Martí Pujol i Planas (1859-1926) was a Spanish landowner and politician, who was mayor of Badalona twice, from 1906 to 1910 and from 1912 to 1913.
Born in 1859 in the village of Badalona. He was an important landowner whose lands were next to stream of Canyet, in the current neighbourhood of Bufalà. His manor house was known as Can Martinet Pujol. He was one of the founders of the Foment de l'Agricultura in 1884, a local agrarian association appeared during the plague of the phylloxera which seriously affected and destructed many vineyards.[1]

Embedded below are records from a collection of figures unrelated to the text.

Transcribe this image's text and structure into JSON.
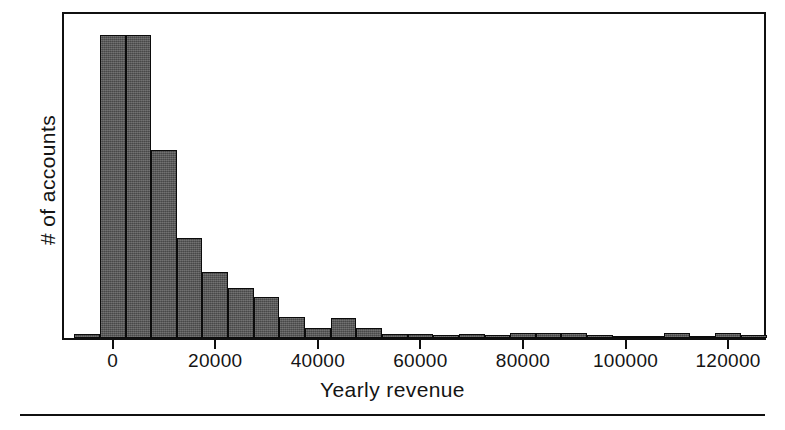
{
  "chart_data": {
    "type": "bar",
    "title": "",
    "subtitle": "",
    "xlabel": "Yearly revenue",
    "ylabel": "# of accounts",
    "grid": false,
    "legend": null,
    "xlim": [
      -9500,
      127000
    ],
    "ylim": [
      0,
      340
    ],
    "bin_width": 5000,
    "xticks": [
      0,
      20000,
      40000,
      60000,
      80000,
      100000,
      120000
    ],
    "xticklabels": [
      "0",
      "20000",
      "40000",
      "60000",
      "80000",
      "100000",
      "120000"
    ],
    "yticks": [],
    "yticklabels": [],
    "note": "Right-skewed histogram of yearly revenue per account; bin width 5000; y axis is unlabeled counts, heights read off pixel extents relative to the tallest bin.",
    "bins": [
      {
        "x0": -7500,
        "x1": -2500,
        "value": 4
      },
      {
        "x0": -2500,
        "x1": 2500,
        "value": 318
      },
      {
        "x0": 2500,
        "x1": 7500,
        "value": 318
      },
      {
        "x0": 7500,
        "x1": 12500,
        "value": 197
      },
      {
        "x0": 12500,
        "x1": 17500,
        "value": 105
      },
      {
        "x0": 17500,
        "x1": 22500,
        "value": 69
      },
      {
        "x0": 22500,
        "x1": 27500,
        "value": 53
      },
      {
        "x0": 27500,
        "x1": 32500,
        "value": 43
      },
      {
        "x0": 32500,
        "x1": 37500,
        "value": 22
      },
      {
        "x0": 37500,
        "x1": 42500,
        "value": 11
      },
      {
        "x0": 42500,
        "x1": 47500,
        "value": 21
      },
      {
        "x0": 47500,
        "x1": 52500,
        "value": 10
      },
      {
        "x0": 52500,
        "x1": 57500,
        "value": 4
      },
      {
        "x0": 57500,
        "x1": 62500,
        "value": 4
      },
      {
        "x0": 62500,
        "x1": 67500,
        "value": 3
      },
      {
        "x0": 67500,
        "x1": 72500,
        "value": 4
      },
      {
        "x0": 72500,
        "x1": 77500,
        "value": 3
      },
      {
        "x0": 77500,
        "x1": 82500,
        "value": 5
      },
      {
        "x0": 82500,
        "x1": 87500,
        "value": 5
      },
      {
        "x0": 87500,
        "x1": 92500,
        "value": 5
      },
      {
        "x0": 92500,
        "x1": 97500,
        "value": 3
      },
      {
        "x0": 97500,
        "x1": 102500,
        "value": 2
      },
      {
        "x0": 102500,
        "x1": 107500,
        "value": 2
      },
      {
        "x0": 107500,
        "x1": 112500,
        "value": 5
      },
      {
        "x0": 112500,
        "x1": 117500,
        "value": 2
      },
      {
        "x0": 117500,
        "x1": 122500,
        "value": 5
      },
      {
        "x0": 122500,
        "x1": 127500,
        "value": 3
      }
    ],
    "colors": {
      "bar_fill": "#565656",
      "bar_edge": "#0b0b0b",
      "axis": "#101010",
      "text": "#141414",
      "background": "#ffffff"
    }
  }
}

He participated in local politics, as a catalanist and militant of the Regionalist League of Catalonia.[2] In 1892 he was representative for Badalona in the assembly that wrote Bases de Manresa. After a political and administrative period of chaos in the city council because of caciquism, in 1905 he was elected councilor along other members of their political candidacy formed in 1899, linked to a catalanist local center named Gent Nova.[3] He was mayor from 1906 to 1910. During his term were created different public institutions like Casa Empar for orphans, or a School of Agriculture, Arts and Jobs. There were also urbanistic reforms, the most important was the urbanization of the Canyet stream, for which he ceded an important amount of land. Pujol was very popular among citizens and become again mayor of the city from 1912 to 1913.
He died in Badalona in 1926 and was buried in the current old cemetery of Badalona. After his death, on 29 October 1930 the City Council named the avenue that covered all the stream of Canyet with his name as an act of homage for the cession of terrains to urbanise the street.[4]